By Jackson Santy ’13
CO EDITOR IN CHIEF
I’ve never been good with good-byes.
It’s not that they make me sentimental or teary eyed—I’ve just never quite grasped the art of a farewell.
But as it is customary for exiting editor-in-chiefs of The Roundup, the time has come to say it.
However, I still have at least 104 more words to do so.
If there’s one thing I can say while still on this soap box The Roundup has given me, it would be that we live in a world with way too little kindness.
So many of our lives are surrounded with negativity, self-absorption, apathy and just plain mean people.
This epidemic of nastiness can be tied into almost any issue that has plagued society.
Violence, ideological polarization, economic inequality—those issues and more all tie back to the fact that kindness sometimes seems almost nonexistent in our world today.
Small acts of kindness can change the world.
And you, you freshmen, sophomores, juniors and seniors, can start at Brophy.
Sit next to someone who’s alone for lunch, or just say “hello” to them. You’d be surprised how much influence that one word and facial motion can have on somebody’s day.
Reach out and help someone who you’ve never met before pick up their dropped books.
Don’t treat your friends like commodities, value them and treat them with the dignity and generosity they show you.
Don’t be the last in class and the first to leave, stick around after the bell and help push in chairs instead of lining up at the door.
When you see a container of ranch dressing on the floor of the Great Hall, throw it away.
Smile at and thank the Michaels workers, the maintenance staff and the Romley administrators, they may not teach you what you need to get a five on your AP exams or how to get into Harvard, but they labor each and every day to provide 1,270 adolescent boys with food, keep Brophy a pristine and sound environment and make everything run smoothly inside these walls.
Don’t stand idly by when you see a student being bullied, either to his face or behind his back.
The most important thing: don’t do these acts for self-serving purposes; do them because you are a member of the community and on a larger scale, the human race.
You may not be able to end violence throughout the world or settle the never-ending hostilities between parties of differing ideals or achieve economic utopia, but you will make somebody’s day, maybe even your own.
From day one of freshman year, Brophy preaches the motto “Men for Others,” but no matter how much they do so, it all comes down to how you choose to act for others.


**EXERCISE AIM:**
From the records below, return every line containing the word "strong".

※ ※ ※

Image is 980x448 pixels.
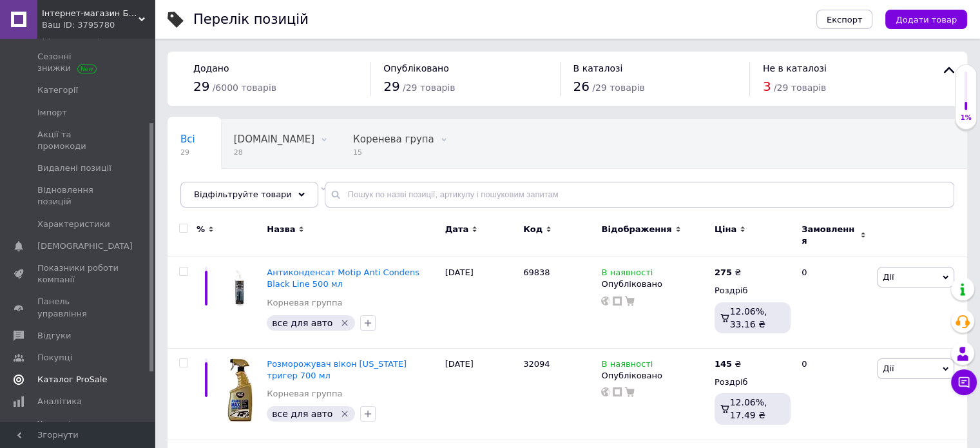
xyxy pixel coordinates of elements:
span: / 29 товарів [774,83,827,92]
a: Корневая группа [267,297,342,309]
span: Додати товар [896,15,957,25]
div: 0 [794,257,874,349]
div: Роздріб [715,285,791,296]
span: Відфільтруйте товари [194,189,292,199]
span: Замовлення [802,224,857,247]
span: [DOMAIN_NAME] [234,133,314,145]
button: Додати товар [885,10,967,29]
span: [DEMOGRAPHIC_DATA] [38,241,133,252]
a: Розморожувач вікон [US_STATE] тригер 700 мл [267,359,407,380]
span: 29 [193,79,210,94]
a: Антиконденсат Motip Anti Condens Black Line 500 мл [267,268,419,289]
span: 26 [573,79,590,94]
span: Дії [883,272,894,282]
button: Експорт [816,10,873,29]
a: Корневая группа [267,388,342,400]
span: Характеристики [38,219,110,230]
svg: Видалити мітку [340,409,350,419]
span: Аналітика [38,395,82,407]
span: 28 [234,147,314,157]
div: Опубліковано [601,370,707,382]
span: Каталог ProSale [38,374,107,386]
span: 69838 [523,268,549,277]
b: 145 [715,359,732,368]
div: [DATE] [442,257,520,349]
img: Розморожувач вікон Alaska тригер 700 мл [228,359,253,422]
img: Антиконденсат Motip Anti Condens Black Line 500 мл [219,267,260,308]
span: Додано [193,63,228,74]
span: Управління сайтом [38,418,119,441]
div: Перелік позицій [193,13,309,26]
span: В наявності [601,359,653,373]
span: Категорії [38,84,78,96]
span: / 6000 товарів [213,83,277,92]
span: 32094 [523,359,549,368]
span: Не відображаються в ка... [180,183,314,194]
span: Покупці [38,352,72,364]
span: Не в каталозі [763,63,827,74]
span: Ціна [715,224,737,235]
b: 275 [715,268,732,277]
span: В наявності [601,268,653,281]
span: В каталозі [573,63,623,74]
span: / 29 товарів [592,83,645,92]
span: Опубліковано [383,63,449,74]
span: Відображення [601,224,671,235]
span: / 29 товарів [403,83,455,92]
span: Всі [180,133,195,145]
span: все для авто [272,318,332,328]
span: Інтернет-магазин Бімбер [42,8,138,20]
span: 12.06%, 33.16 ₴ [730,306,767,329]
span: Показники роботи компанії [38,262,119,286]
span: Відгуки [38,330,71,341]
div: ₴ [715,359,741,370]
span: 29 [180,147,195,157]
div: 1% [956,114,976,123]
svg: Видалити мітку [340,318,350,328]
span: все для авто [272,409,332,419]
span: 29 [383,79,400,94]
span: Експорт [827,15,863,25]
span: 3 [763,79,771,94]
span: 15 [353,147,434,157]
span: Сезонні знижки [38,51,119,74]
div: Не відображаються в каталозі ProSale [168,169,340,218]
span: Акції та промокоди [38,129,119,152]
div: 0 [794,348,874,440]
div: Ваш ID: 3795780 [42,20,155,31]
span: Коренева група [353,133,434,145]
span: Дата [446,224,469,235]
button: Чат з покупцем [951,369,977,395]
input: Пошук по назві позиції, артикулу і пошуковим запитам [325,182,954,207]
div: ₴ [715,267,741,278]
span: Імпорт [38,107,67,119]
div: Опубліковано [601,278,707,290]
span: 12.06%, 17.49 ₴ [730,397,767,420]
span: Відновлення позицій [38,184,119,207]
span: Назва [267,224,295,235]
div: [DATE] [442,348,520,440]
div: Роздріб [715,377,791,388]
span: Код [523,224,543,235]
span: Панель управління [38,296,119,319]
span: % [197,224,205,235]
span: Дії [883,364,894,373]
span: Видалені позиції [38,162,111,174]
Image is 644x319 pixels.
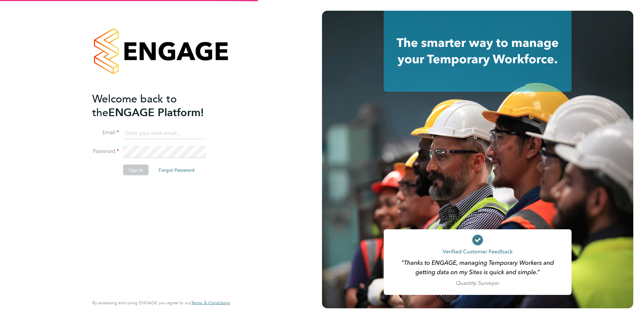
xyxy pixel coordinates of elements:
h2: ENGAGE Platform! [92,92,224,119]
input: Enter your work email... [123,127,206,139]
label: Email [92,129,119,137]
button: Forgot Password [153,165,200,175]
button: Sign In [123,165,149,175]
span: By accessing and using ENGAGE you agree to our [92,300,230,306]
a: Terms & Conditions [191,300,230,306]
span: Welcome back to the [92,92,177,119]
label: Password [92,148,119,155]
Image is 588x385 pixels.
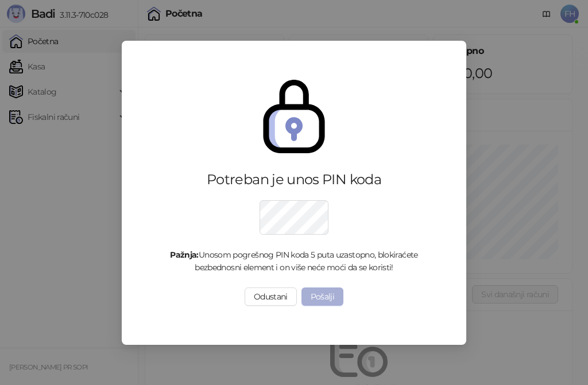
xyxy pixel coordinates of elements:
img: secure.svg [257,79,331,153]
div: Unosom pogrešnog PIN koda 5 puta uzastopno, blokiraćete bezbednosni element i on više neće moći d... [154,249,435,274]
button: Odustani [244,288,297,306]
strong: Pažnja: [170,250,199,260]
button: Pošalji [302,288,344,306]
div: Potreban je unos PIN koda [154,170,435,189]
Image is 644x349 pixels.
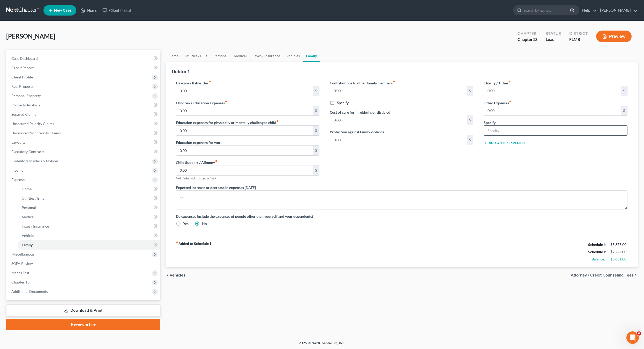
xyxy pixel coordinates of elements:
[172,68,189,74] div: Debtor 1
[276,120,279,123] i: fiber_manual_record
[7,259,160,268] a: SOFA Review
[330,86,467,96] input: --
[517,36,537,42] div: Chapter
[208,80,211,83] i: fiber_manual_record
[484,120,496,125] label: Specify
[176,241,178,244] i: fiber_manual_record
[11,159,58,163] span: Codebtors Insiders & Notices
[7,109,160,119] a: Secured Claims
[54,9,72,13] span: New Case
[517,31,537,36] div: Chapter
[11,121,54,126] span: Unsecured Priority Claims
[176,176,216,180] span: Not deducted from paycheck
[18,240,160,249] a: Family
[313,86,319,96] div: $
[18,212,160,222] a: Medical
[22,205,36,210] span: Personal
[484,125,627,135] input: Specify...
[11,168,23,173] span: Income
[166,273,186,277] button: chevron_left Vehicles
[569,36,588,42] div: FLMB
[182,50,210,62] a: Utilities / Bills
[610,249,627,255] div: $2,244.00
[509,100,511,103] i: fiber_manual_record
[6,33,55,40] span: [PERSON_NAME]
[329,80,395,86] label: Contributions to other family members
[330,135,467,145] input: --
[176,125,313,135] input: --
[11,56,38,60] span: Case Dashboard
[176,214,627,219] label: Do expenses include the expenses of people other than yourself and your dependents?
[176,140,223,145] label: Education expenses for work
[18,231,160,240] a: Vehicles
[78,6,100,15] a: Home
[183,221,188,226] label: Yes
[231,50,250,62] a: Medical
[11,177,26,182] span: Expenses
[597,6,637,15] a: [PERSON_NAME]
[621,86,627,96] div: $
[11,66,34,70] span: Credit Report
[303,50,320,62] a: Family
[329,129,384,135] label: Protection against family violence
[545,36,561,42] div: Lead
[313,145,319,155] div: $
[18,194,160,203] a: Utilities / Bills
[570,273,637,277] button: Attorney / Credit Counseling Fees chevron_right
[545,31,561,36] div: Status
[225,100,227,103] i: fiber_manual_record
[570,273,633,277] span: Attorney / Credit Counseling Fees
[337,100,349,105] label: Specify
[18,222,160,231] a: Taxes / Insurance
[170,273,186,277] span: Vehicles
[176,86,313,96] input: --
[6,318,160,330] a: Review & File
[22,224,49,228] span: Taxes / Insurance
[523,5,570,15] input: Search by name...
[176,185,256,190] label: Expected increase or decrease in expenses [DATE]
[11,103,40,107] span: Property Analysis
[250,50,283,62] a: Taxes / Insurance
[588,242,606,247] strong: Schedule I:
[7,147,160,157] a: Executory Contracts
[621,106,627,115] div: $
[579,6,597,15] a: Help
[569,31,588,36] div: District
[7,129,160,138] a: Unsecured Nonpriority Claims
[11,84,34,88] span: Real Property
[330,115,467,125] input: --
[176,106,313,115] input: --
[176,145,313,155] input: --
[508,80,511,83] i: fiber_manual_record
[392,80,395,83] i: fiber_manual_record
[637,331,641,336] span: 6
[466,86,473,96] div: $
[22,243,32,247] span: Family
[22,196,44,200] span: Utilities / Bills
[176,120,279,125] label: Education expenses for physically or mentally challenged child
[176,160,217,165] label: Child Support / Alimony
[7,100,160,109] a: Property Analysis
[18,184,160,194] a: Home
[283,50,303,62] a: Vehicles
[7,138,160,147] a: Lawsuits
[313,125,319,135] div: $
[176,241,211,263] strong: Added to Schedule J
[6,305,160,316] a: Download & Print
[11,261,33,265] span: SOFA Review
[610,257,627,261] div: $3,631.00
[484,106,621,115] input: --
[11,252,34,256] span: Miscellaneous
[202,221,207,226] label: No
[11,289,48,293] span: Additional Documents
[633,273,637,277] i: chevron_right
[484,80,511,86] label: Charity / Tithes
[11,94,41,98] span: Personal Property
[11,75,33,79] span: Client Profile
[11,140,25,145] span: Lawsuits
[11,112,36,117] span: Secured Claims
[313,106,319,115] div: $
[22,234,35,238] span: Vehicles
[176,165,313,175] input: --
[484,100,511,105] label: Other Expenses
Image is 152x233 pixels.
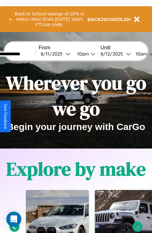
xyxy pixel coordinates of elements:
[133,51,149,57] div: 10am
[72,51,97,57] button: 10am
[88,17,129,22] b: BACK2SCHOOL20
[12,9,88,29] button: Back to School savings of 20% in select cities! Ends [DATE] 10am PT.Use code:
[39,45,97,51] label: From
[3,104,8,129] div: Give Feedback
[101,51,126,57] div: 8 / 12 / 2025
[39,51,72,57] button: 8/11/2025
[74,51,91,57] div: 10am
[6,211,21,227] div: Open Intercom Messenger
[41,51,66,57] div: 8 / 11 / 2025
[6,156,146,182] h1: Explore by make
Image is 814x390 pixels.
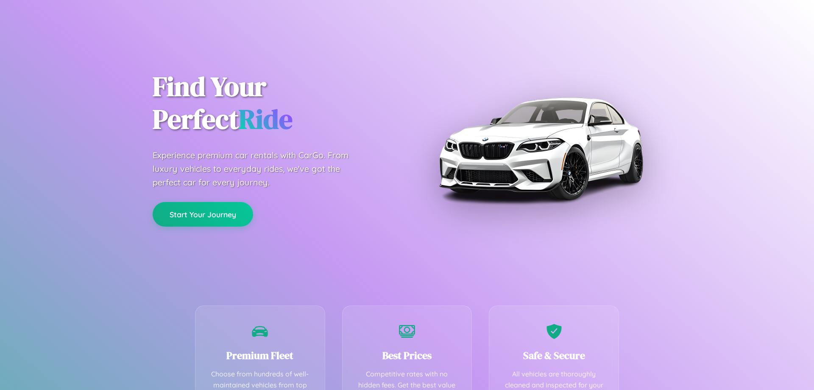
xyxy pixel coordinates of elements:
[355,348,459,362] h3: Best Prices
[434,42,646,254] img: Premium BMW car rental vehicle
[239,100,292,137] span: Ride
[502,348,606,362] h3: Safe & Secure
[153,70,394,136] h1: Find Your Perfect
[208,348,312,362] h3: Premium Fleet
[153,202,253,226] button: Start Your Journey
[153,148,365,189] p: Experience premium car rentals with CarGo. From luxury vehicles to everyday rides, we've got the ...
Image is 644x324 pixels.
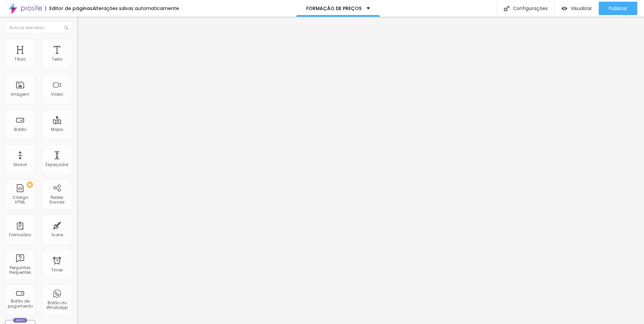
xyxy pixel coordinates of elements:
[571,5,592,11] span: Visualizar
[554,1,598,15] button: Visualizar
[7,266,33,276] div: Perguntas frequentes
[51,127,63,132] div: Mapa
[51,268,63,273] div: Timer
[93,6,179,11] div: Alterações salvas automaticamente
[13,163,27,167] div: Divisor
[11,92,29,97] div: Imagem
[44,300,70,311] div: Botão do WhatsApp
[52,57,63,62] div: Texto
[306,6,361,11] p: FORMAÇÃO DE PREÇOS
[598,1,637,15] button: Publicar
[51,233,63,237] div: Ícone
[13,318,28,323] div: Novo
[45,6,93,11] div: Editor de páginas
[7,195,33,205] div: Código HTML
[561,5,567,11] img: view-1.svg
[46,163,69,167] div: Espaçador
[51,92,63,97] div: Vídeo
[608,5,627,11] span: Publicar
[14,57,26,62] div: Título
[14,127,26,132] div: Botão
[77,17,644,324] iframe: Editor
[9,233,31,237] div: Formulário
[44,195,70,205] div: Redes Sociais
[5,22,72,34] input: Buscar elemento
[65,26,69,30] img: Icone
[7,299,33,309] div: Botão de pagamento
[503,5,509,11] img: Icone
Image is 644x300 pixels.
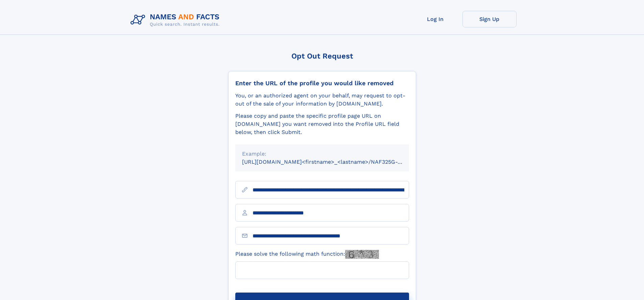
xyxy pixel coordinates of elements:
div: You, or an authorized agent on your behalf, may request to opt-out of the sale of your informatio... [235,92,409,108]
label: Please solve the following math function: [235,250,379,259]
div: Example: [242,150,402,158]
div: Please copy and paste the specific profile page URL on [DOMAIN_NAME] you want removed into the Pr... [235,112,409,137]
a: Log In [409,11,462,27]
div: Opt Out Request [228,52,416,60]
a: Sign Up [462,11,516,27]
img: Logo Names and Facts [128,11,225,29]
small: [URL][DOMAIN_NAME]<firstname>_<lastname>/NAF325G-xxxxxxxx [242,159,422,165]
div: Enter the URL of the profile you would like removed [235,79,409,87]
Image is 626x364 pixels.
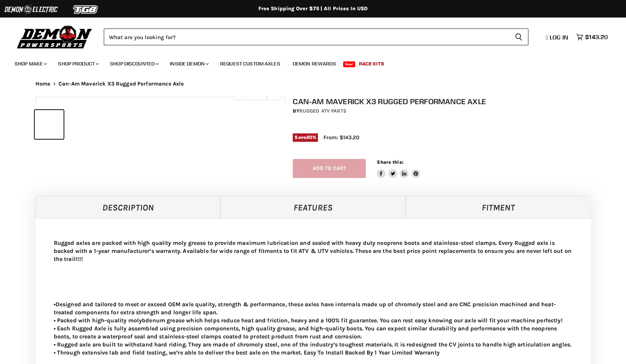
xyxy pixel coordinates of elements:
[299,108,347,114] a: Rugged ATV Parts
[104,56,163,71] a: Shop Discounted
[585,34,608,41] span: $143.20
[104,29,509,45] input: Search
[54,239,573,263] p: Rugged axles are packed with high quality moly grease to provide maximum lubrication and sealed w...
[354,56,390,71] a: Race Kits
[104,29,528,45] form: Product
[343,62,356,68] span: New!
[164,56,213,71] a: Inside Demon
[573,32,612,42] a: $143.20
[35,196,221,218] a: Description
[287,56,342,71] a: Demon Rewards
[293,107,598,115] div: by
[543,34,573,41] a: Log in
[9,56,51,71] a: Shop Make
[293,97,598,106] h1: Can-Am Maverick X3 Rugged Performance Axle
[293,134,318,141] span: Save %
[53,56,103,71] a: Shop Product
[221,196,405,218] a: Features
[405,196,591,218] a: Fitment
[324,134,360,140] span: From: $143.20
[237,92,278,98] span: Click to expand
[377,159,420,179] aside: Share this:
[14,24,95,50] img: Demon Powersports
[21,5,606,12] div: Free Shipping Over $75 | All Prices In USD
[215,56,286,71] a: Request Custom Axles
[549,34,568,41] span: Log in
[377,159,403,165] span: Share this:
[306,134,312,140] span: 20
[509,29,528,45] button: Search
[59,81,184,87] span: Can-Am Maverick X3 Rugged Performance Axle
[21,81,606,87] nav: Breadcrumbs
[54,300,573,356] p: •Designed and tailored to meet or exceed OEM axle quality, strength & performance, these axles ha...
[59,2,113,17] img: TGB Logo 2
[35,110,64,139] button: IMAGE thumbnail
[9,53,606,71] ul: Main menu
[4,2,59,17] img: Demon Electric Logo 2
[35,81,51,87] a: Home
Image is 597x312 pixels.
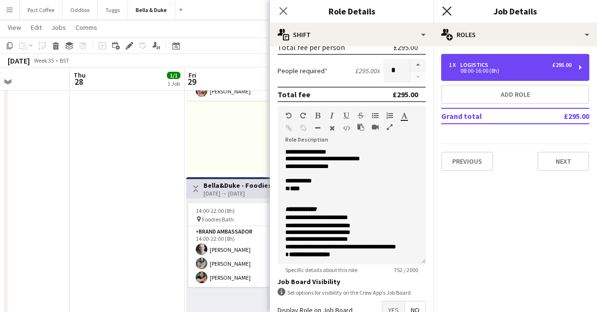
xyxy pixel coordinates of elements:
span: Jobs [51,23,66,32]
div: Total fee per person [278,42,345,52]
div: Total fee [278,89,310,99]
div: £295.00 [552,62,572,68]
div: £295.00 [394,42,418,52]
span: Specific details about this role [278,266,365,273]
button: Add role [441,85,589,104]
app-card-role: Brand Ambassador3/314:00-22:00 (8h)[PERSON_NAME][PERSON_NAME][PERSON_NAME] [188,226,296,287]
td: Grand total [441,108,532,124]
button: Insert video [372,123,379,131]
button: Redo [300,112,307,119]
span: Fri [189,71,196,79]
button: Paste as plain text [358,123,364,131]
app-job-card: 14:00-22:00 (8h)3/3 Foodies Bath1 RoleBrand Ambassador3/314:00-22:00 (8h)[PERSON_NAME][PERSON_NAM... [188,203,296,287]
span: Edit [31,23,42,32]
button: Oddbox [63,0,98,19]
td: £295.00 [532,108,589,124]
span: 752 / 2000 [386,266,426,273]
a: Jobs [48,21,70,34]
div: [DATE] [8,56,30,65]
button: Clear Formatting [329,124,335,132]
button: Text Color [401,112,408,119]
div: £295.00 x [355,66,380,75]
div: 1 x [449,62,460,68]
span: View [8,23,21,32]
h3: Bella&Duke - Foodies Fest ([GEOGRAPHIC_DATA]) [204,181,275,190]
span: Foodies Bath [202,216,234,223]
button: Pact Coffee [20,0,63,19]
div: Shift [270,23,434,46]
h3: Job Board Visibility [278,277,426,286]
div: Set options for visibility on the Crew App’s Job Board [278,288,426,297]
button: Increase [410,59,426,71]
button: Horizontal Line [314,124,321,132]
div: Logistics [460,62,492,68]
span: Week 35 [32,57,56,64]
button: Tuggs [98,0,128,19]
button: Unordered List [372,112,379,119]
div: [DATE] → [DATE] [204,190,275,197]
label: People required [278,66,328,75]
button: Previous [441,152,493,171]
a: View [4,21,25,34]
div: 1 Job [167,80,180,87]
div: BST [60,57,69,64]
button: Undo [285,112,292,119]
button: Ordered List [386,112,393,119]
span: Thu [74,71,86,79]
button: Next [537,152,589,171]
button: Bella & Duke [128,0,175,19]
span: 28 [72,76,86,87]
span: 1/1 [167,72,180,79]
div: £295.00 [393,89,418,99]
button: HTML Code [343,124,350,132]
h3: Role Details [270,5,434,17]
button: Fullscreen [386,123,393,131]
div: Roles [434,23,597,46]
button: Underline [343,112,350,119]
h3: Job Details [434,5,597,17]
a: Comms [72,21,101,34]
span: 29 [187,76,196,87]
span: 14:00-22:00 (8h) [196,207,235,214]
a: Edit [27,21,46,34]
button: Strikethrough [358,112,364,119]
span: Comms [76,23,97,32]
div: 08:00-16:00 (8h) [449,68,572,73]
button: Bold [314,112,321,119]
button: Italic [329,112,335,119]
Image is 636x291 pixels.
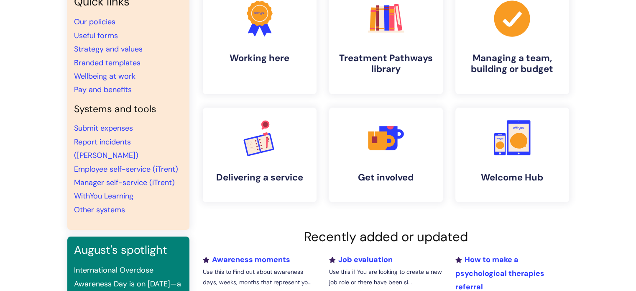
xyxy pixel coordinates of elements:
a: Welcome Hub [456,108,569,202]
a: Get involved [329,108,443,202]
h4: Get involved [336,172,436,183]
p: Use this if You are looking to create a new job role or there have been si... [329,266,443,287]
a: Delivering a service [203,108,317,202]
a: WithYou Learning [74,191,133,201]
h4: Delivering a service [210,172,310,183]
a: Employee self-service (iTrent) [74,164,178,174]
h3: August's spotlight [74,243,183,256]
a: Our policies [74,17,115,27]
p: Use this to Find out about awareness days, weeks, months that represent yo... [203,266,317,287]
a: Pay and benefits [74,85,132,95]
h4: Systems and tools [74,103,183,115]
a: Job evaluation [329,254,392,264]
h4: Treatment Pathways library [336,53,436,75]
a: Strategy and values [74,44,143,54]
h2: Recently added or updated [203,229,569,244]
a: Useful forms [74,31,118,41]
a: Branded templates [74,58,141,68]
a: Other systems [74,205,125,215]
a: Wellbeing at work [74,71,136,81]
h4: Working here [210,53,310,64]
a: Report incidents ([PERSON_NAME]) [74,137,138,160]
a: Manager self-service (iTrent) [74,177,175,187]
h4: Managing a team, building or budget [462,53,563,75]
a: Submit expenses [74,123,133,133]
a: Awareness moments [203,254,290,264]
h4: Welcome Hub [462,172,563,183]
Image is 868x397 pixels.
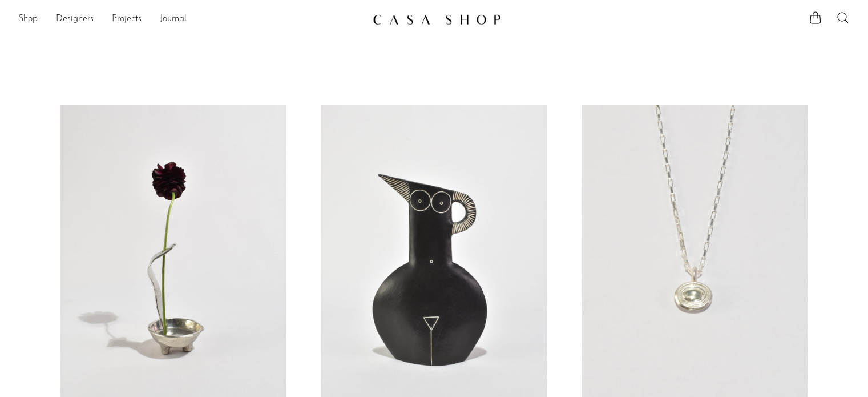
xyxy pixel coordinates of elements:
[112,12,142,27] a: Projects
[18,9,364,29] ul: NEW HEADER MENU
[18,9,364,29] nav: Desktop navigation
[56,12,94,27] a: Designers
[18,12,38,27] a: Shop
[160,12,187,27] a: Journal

※ ※ ※

**ANSWER BOX:**
strong: Pažnja: [170,250,199,260]
[588,242,606,247] strong: Schedule I:
[176,241,211,263] strong: Added to Schedule J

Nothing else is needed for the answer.